A state House budget subcommittee has voted to pull $12-million out of the state budget for maintenance and debt on the NFL Stadium in St. Louis.

Representatives Jay Barnes and Robert Ross (photo courtesy; Tim Bommel, Missouri House Communications)

Representatives Jay Barnes and Robert Ross (photo courtesy; Tim Bommel, Missouri House Communications)

Republicans on that committee including its chairman, Representative Robert Ross (R-Yukon), criticized Governor Jay Nixon (D) for trying to use that money in the effort to build a new stadium.

“Many of you will recall the issue we’ve had going on of whether the governor was going to go out and spend this $12-million towards a new stadium, not the Edward Jones Dome … I’ve heard some discussion that we might now be looking at a soccer stadium,” said Ross. “Each of those attempts were wrong.”

Representative Jay Barnes (R-Jefferson City) said another reason for removing that payment is the governor used last year’s payment to say the legislature supported his effort to use taxpayer dollars on a new stadium – which many legislators did not support.

“This committee and the body as a whole has been told that by appropriating money last year in House Bill 5, the language of which said it was explicitly for the purpose of the Edward Jones Dome in St.

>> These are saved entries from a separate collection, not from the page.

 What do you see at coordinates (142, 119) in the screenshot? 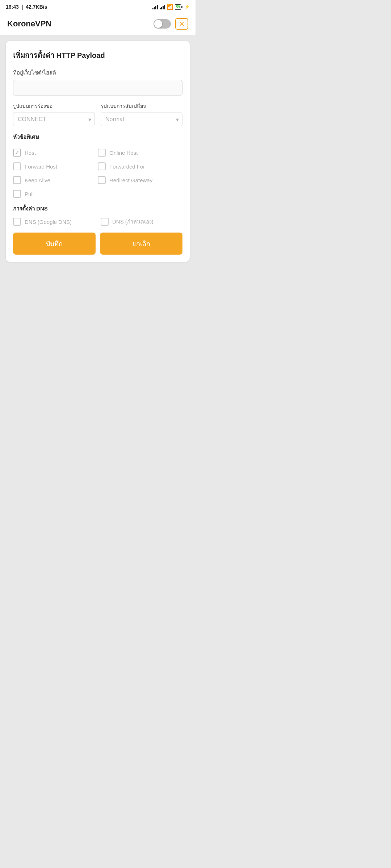
I see `substitute-wrapper: Normal Base64 Hex` at bounding box center [142, 119].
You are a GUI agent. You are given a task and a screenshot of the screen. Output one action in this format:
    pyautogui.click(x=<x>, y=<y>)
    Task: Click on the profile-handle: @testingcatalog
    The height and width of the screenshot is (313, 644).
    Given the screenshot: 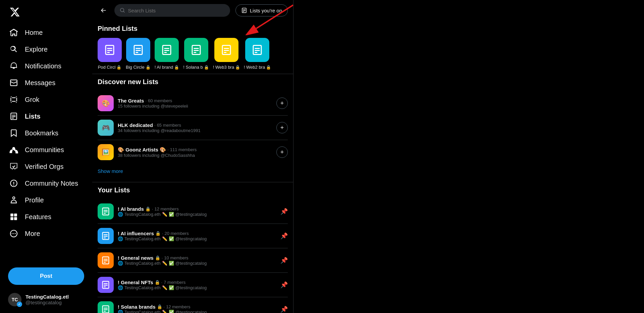 What is the action you would take?
    pyautogui.click(x=55, y=302)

Louis, that somehow we ratified gubernatorial behavior to go out and build a new stadium,” said Barnes. “I think that when a budget bill says money is for a particular purpose, it’s for that purpose.”

Barnes said that money should stay out of the budget until Nixon’s Commissioner of Administration, Doug Nelson, releases a letter that Barnes has been calling for the release of for months.

“The Office of Administration has claimed for over a year that they have a letter from bond counsel saying that what Governor Nixon tried and failed to do was authorized by the state constitution and state statutes. Now that the NFL stadium scheme is dead there’s no reason for that to remain secret. In fact there was no reason for it to remain secret before,” said Barnes.

“The fact that they refuse to show it to us leaves me with one of two conclusions. Either it doesn’t exist at all, or [Doug Nelson] is lying about it,” said Barnes.

Barnes and Ross would not say that the $12-million payment on the dome would certainly be restored if that letter is produced.

The entity that oversees the dome – The St. Louis Regional Sports Authority – is expected to testify Wednesday to the full House Budget Committee. Ross said lawmakers could learn more then about what not making that debt payment would mean.

Ross said the Authority did not respond to his requests for it to speak to his committee. Asked whether he thought today’s action would peak its attention he answered, “Maybe they’ll have an extra spring in their step to come.”

Ross said he anticipates the Nixon Administration will say not making the dome debt payment will hurt Missouri’s AAA-credit rating.

“Frankly that is entirely garbage,” said Ross. “This is not the same thing as a public bond. Those are found in House Bill 1 … but this is in House Bill 5 so it’s a different scenario, and frankly it needs to be treated as such.”